School & Classroom

Designing an iPad App to Monitor and Improve Classroom Behavior for Children with ADHD: iSelfControl Feasibility and Pilot Studies

Schuck et al. (2016) · PLoS ONE 2016
★ The Verdict

An iPad token app tracked ADHD self-ratings fine, yet produced no behavior change because it skipped backup reinforcers and teacher praise.

✓ Read this if BCBAs running self-monitoring programs in elementary classrooms.
✗ Skip if Clinicians who already use robust token economies with backup reinforcers.

01Research in Context

01

What this study did

The team built an iPad app called iSelfControl. Kids with ADHD tapped it every 30 minutes to rate their own behavior. The teacher also rated each child on the same app.

The app gave tokens when the two scores matched. No extra teaching or prizes were added. The goal was to see if kids would use the tool and how their ratings compared to the teacher’s.

02

What they found

Every child used the app without fuss. Self-scores were almost always higher than teacher scores. The gap stayed the same across the pilot, so behavior did not change.

The study showed the tool is doable, not yet helpful. It flagged a bias: kids over-rate themselves even when tokens hang on matching the teacher.

03

How this fits with other research

Quilitch et al. (1973) already proved that student self-recording plus tokens can raise work accuracy. Their paper version worked; the 2016 iPad copy did not. The difference is that the 1973 study also gave extra praise and backup prizes when targets were met.

Dallery et al. (2013) ran an internet voucher system for adults quitting smoking. Vouchers tripled clean breath tests while they ran, but gains vanished when the pay stopped. The same fade-out risk faces classroom apps that lack strong backup reinforcers.

Hackenberg (2018) warns that token systems fail unless you pick the right exchange rate and backup prizes. iSelfControl skipped those steps, so the weak result fits the taxonomy review.

04

Why it matters

If you want self-monitoring tech to actually improve behavior, add real backup reinforcers and teacher praise. Use the app to collect data, but pair it with Hackenberg’s checklist: what can the child buy, when, and at what cost? Start small, watch the gap between child and teacher scores, and adjust prizes until the gap shrinks.

Free CEUs

Want CEUs on This Topic?

The ABA Clubhouse has 60+ free CEUs — live every Wednesday. Ethics, supervision & clinical topics.

Join Free →
→ Action — try this Monday

Keep the self-rating feature, but add a 5-token menu the child can buy at lunch and praise when teacher and child scores match.

02At a glance

Intervention
token economy
Design
single case other
Sample size
12
Population
adhd
Finding
null

03Original abstract

Children with Attention Deficit/Hyperactivity Disorder (ADHD) receive approximately 80% of instruction in the general education classroom, where individualized behavioral management strategies may be difficult for teachers to consistently deliver. Mobile device apps provide promising platforms to manage behavior. This pilot study evaluated the utility of a web-based application (iSelfControl) designed to support classroom behavior management. iSelfControl prompted students every ‘Center’ (30-minutes) to self-evaluate using a universal token-economy classroom management system focused on compliance, productivity, and positive relationships. Simultaneously, the teacher evaluated each student on a separate iPad. Using Multi Level Modeling, we examined 13 days of data gathered from implementation with 5th grade students (N = 12) at a school for children with ADHD and related executive function difficulties. First, an unconditional growth model evaluated the overall amount of change in aggregated scores over time as well as the degree of systematic variation in scores within and across teacher-student dyads. Second, separate intercepts and slopes were estimated for teacher and student to estimate degree of congruency between trajectories. Finally, differences between teacher and student scores were tested at each time-point in separate models to examine unique ‘Center’ effects. 51% of the total variance in scores was attributed to differences between dyads. Trajectories of student and teacher scores remained relatively stable across seven time-points each day and did not statistically differ from each other. On any given day, students tended to evaluate their behaviors more positively (entered higher scores for themselves) compared to corresponding teacher scores. In summary, iSelfControl provides a platform for self and teacher evaluation that is an important adjunct to conventional classroom management strategies. The application captured teacher/student discrepancies and significant variations across the day. Future research with a larger, clinically diagnosed sample in multiple classrooms is needed to assess generalizability to a wider variety of classroom settings.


#### What the task requires
The result should be an exact copy of every record, with no pictures kept.

#### Material provided

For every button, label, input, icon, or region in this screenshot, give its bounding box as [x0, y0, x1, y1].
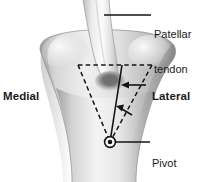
label-pivot-point-line1: Pivot: [152, 158, 176, 170]
label-patellar-tendon-line1: Patellar: [154, 29, 191, 41]
pivot-point-dot: [108, 140, 113, 145]
insertion-core: [102, 75, 118, 86]
label-medial: Medial: [3, 90, 39, 102]
pivot-point-marker: [105, 137, 116, 148]
label-patellar-tendon: Patellar tendon: [154, 6, 191, 98]
label-lateral: Lateral: [152, 90, 190, 102]
label-patellar-tendon-line2: tendon: [154, 64, 191, 76]
anatomy-figure-container: Patellar tendon Medial Lateral Pivot poi…: [0, 0, 206, 182]
label-pivot-point: Pivot point: [152, 135, 176, 182]
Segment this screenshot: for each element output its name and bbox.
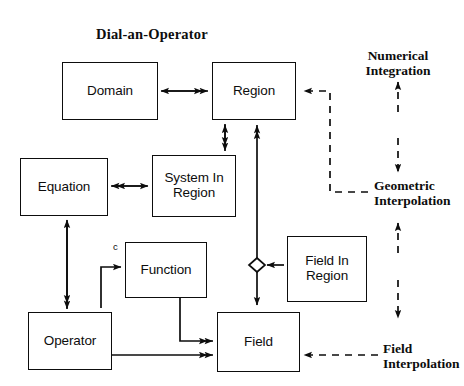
node-field-in-region[interactable]: Field In Region: [287, 236, 367, 302]
annotation-numerical-integration-line2: Integration: [343, 63, 453, 78]
node-domain-label: Domain: [87, 84, 133, 99]
node-system-in-region-label: System In Region: [153, 171, 235, 200]
annotation-numerical-integration-line1: Numerical: [343, 48, 453, 63]
diagram-title: Dial-an-Operator: [96, 26, 208, 43]
diagram-canvas: Dial-an-Operator Domain Region Equation …: [0, 0, 464, 386]
annotation-geometric-interpolation: Geometric Interpolation: [374, 178, 451, 208]
node-field[interactable]: Field: [217, 312, 300, 372]
edge-operator-function: [101, 267, 121, 308]
node-field-label: Field: [244, 335, 273, 350]
node-domain[interactable]: Domain: [62, 62, 158, 120]
annotation-numerical-integration: Numerical Integration: [343, 48, 453, 78]
annotation-geometric-interpolation-line2: Interpolation: [374, 193, 451, 208]
node-system-in-region[interactable]: System In Region: [152, 155, 236, 217]
node-operator[interactable]: Operator: [28, 312, 112, 370]
annotation-geometric-interpolation-line1: Geometric: [374, 178, 451, 193]
edge-function-field: [180, 298, 213, 341]
annotation-field-interpolation: Field Interpolation: [383, 341, 460, 371]
diamond-junction: [249, 258, 265, 272]
annotation-field-interpolation-line2: Interpolation: [383, 356, 460, 371]
node-operator-label: Operator: [44, 334, 96, 349]
node-function[interactable]: Function: [125, 242, 207, 298]
edge-geometric-region: [304, 91, 368, 192]
node-equation-label: Equation: [38, 180, 91, 195]
node-region-label: Region: [233, 84, 275, 99]
node-equation[interactable]: Equation: [20, 158, 108, 216]
node-field-in-region-label: Field In Region: [288, 254, 366, 283]
edge-label-function-input-c: c: [113, 241, 118, 252]
annotation-field-interpolation-line1: Field: [383, 341, 460, 356]
node-region[interactable]: Region: [212, 62, 296, 120]
node-function-label: Function: [141, 263, 192, 278]
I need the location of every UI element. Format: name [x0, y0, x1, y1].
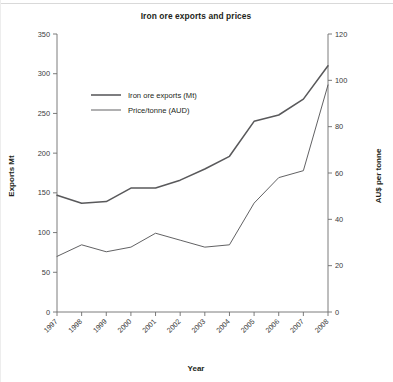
right-tick-label: 40 — [335, 215, 343, 224]
left-axis-title: Exports Mt — [7, 155, 16, 197]
right-axis-ticks: 020406080100120 — [328, 30, 347, 317]
left-tick-label: 250 — [38, 109, 50, 118]
right-axis-title: AU$ per tonne — [374, 148, 383, 203]
right-tick-label: 0 — [335, 308, 339, 317]
left-tick-label: 350 — [38, 30, 50, 39]
x-tick-label: 1998 — [66, 317, 84, 335]
figure-root: Iron ore exports and prices 050100150200… — [0, 0, 393, 382]
left-tick-label: 50 — [42, 268, 50, 277]
chart-legend: Iron ore exports (Mt)Price/tonne (AUD) — [91, 91, 197, 115]
left-tick-label: 0 — [46, 308, 50, 317]
right-tick-label: 120 — [335, 30, 347, 39]
right-tick-label: 20 — [335, 261, 343, 270]
left-tick-label: 100 — [38, 228, 50, 237]
x-tick-label: 2002 — [165, 317, 183, 335]
x-axis-title: Year — [188, 364, 205, 373]
x-tick-label: 2004 — [214, 317, 232, 335]
series-line-iron-ore-exports — [57, 66, 328, 203]
x-tick-label: 2006 — [263, 317, 281, 335]
right-tick-label: 60 — [335, 169, 343, 178]
x-tick-label: 1999 — [91, 317, 109, 335]
legend-label-price: Price/tonne (AUD) — [128, 106, 190, 115]
right-tick-label: 80 — [335, 122, 343, 131]
left-tick-label: 200 — [38, 149, 50, 158]
iron-ore-exports-and-prices-chart: Iron ore exports and prices 050100150200… — [0, 0, 393, 382]
x-tick-label: 2008 — [313, 317, 331, 335]
left-tick-label: 300 — [38, 69, 50, 78]
x-tick-label: 2001 — [140, 317, 158, 335]
x-tick-label: 2003 — [190, 317, 208, 335]
x-tick-label: 1997 — [42, 317, 60, 335]
series-line-price-per-tonne — [57, 85, 328, 256]
left-tick-label: 150 — [38, 188, 50, 197]
x-tick-label: 2007 — [288, 317, 306, 335]
legend-label-exports: Iron ore exports (Mt) — [128, 91, 197, 100]
left-axis-ticks: 050100150200250300350 — [38, 30, 57, 317]
x-axis-ticks: 1997199819992000200120022003200420052006… — [42, 312, 331, 335]
right-tick-label: 100 — [335, 76, 347, 85]
x-tick-label: 2000 — [116, 317, 134, 335]
x-tick-label: 2005 — [239, 317, 257, 335]
chart-title: Iron ore exports and prices — [141, 11, 252, 21]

#### Response to this exercise
For every button, label, input, icon, or region in this screenshot, give its bounding box as [x0, y0, x1, y1].
label-pivot-point-line1: Pivot: [152, 158, 176, 170]
label-patellar-tendon-line1: Patellar: [154, 29, 191, 41]
pivot-point-dot: [108, 140, 113, 145]
insertion-core: [102, 75, 118, 86]
label-medial: Medial: [3, 90, 39, 102]
pivot-point-marker: [105, 137, 116, 148]
label-patellar-tendon: Patellar tendon: [154, 6, 191, 98]
label-lateral: Lateral: [152, 90, 190, 102]
label-patellar-tendon-line2: tendon: [154, 64, 191, 76]
anatomy-figure-container: Patellar tendon Medial Lateral Pivot poi…: [0, 0, 206, 182]
label-pivot-point: Pivot point: [152, 135, 176, 182]
Segment this screenshot: for each element output its name and bbox.
node-field-in-region[interactable]: Field In Region: [287, 236, 367, 302]
annotation-numerical-integration-line2: Integration: [343, 63, 453, 78]
node-domain-label: Domain: [87, 84, 133, 99]
node-system-in-region-label: System In Region: [153, 171, 235, 200]
annotation-numerical-integration-line1: Numerical: [343, 48, 453, 63]
diagram-title: Dial-an-Operator: [96, 26, 208, 43]
diagram-canvas: Dial-an-Operator Domain Region Equation …: [0, 0, 464, 386]
annotation-geometric-interpolation: Geometric Interpolation: [374, 178, 451, 208]
node-field[interactable]: Field: [217, 312, 300, 372]
edge-operator-function: [101, 267, 121, 308]
node-field-label: Field: [244, 335, 273, 350]
node-domain[interactable]: Domain: [62, 62, 158, 120]
annotation-numerical-integration: Numerical Integration: [343, 48, 453, 78]
annotation-geometric-interpolation-line2: Interpolation: [374, 193, 451, 208]
node-system-in-region[interactable]: System In Region: [152, 155, 236, 217]
node-operator[interactable]: Operator: [28, 312, 112, 370]
annotation-geometric-interpolation-line1: Geometric: [374, 178, 451, 193]
edge-function-field: [180, 298, 213, 341]
annotation-field-interpolation: Field Interpolation: [383, 341, 460, 371]
diamond-junction: [249, 258, 265, 272]
annotation-field-interpolation-line2: Interpolation: [383, 356, 460, 371]
node-operator-label: Operator: [44, 334, 96, 349]
node-function[interactable]: Function: [125, 242, 207, 298]
edge-geometric-region: [304, 91, 368, 192]
node-equation-label: Equation: [38, 180, 91, 195]
node-region-label: Region: [233, 84, 275, 99]
node-equation[interactable]: Equation: [20, 158, 108, 216]
node-field-in-region-label: Field In Region: [288, 254, 366, 283]
edge-label-function-input-c: c: [113, 241, 118, 252]
annotation-field-interpolation-line1: Field: [383, 341, 460, 356]
node-region[interactable]: Region: [212, 62, 296, 120]
node-function-label: Function: [141, 263, 192, 278]
I need the location of every UI element. Format: name [x0, y0, x1, y1].
right-tick-label: 40 — [335, 215, 343, 224]
left-axis-title: Exports Mt — [7, 155, 16, 197]
right-axis-ticks: 020406080100120 — [328, 30, 347, 317]
left-tick-label: 250 — [38, 109, 50, 118]
right-axis-title: AU$ per tonne — [374, 148, 383, 203]
right-tick-label: 0 — [335, 308, 339, 317]
left-tick-label: 350 — [38, 30, 50, 39]
x-tick-label: 1998 — [66, 317, 84, 335]
figure-root: Iron ore exports and prices 050100150200… — [0, 0, 393, 382]
left-tick-label: 50 — [42, 268, 50, 277]
chart-legend: Iron ore exports (Mt)Price/tonne (AUD) — [91, 91, 197, 115]
left-tick-label: 0 — [46, 308, 50, 317]
right-tick-label: 120 — [335, 30, 347, 39]
right-tick-label: 20 — [335, 261, 343, 270]
left-tick-label: 100 — [38, 228, 50, 237]
x-tick-label: 2002 — [165, 317, 183, 335]
x-axis-title: Year — [188, 364, 205, 373]
x-tick-label: 2004 — [214, 317, 232, 335]
series-line-iron-ore-exports — [57, 66, 328, 203]
x-tick-label: 2006 — [263, 317, 281, 335]
right-tick-label: 60 — [335, 169, 343, 178]
x-tick-label: 1999 — [91, 317, 109, 335]
legend-label-price: Price/tonne (AUD) — [128, 106, 190, 115]
right-tick-label: 80 — [335, 122, 343, 131]
left-tick-label: 200 — [38, 149, 50, 158]
iron-ore-exports-and-prices-chart: Iron ore exports and prices 050100150200… — [0, 0, 393, 382]
x-tick-label: 2008 — [313, 317, 331, 335]
left-tick-label: 300 — [38, 69, 50, 78]
x-tick-label: 2001 — [140, 317, 158, 335]
x-tick-label: 2003 — [190, 317, 208, 335]
x-tick-label: 1997 — [42, 317, 60, 335]
series-line-price-per-tonne — [57, 85, 328, 256]
left-tick-label: 150 — [38, 188, 50, 197]
x-tick-label: 2007 — [288, 317, 306, 335]
legend-label-exports: Iron ore exports (Mt) — [128, 91, 197, 100]
left-axis-ticks: 050100150200250300350 — [38, 30, 57, 317]
x-axis-ticks: 1997199819992000200120022003200420052006… — [42, 312, 331, 335]
right-tick-label: 100 — [335, 76, 347, 85]
x-tick-label: 2000 — [116, 317, 134, 335]
x-tick-label: 2005 — [239, 317, 257, 335]
chart-title: Iron ore exports and prices — [141, 11, 252, 21]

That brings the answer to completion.